For the Washington Post, Peter Whoriskey reports:
The nation’s top nutrition advisory panel has decided to drop its caution about eating cholesterol-laden food, a move that could undo almost 40 years of government warnings about its consumption. […]
The finding follows an evolution of thinking among many nutritionists who now believe that, for healthy adults, eating foods high in cholesterol may not significantly affect the level of cholesterol in the blood or increase the risk of heart disease.
According to my reading of Gary Taubes’ Good Calories, Bad Calories, this is, at long last, consistent with the available evidence. However, the Post article makes no mention of any consideration of the role of carbohydrates, which probably is causing Taubes’ head to explode. (If you don’t know, his read of the evidence is that it is far more consistent with the idea that first world diseases — diabetes and obesity among them — are due to overconsumption of carbs.

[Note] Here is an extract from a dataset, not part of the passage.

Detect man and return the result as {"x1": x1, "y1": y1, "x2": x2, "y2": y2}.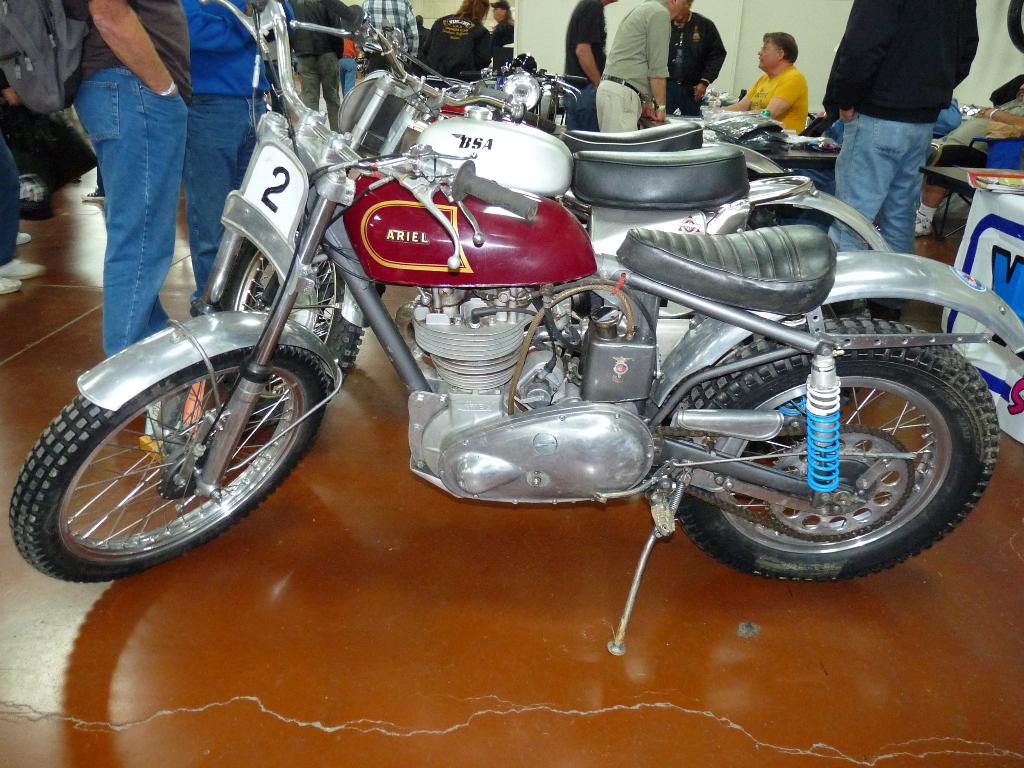
{"x1": 715, "y1": 30, "x2": 810, "y2": 140}.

Though he’s also quick to admit that the evidence about anything in nutrition is not as strong as it could or should be.)
By the way, Good Calories, Bad Calories (GCBC), though a seemingly thorough tour of the history of nutrition and its (abysmal) evidence base, is not an easy read. It’s very long, repetitive, and doesn’t do a good job of helping the lay reader comprehend the physiological mechanisms, to the extent they’re known (or hypothesized). Your mileage may vary.
I see that Taubes has written a more recent book, which my be better in these regards. Or, perhaps, one of his articles or those of others offers a more accessible treatment of the carbohydrate hypothesis, but I don’t know. You can email or tweet at me if you’ve seen something particularly good and relatively brief in this area.
One of the most interesting bits of meta from GCBC is the idea that maximal promotion for public health purposes must gloss over scientific uncertainty. Articulate just a little bit of daylight between the science as known and the science as we’d like to believe and getting people to “do the right thing” becomes substantially harder. (Imagine, in today’s environment, articulating a single shred of uncertainty about vaccination, for instance. It’d be a disaster, as we’ve already seen from fraudulent claims of harm from vaccines.)
This tension comes through in Whoriskey’s reporting: “the problem in nutrition stems from the arrogance that sometimes accompanies dietary advice.” That arrogance exists, in part, because expressing uncertainty can water down impact. When one believes that one is likely on the right side of science, even with the uncertainty (and even when one is wrong about it), if one wants people to change, one cannot be the least bit wishy-washy. “We kinda think perhaps cholesterol is [or carbs are] not so good, maybe” will get you nowhere, as accurate a reflection of the science as that may or may not be.
Science is hard enough. Evidence-based public health with uncertain science is often even harder. If there’s a good way out, short of just keeping mum until the science is “sufficiently certain” (whatever that means), I’m not sure what it is.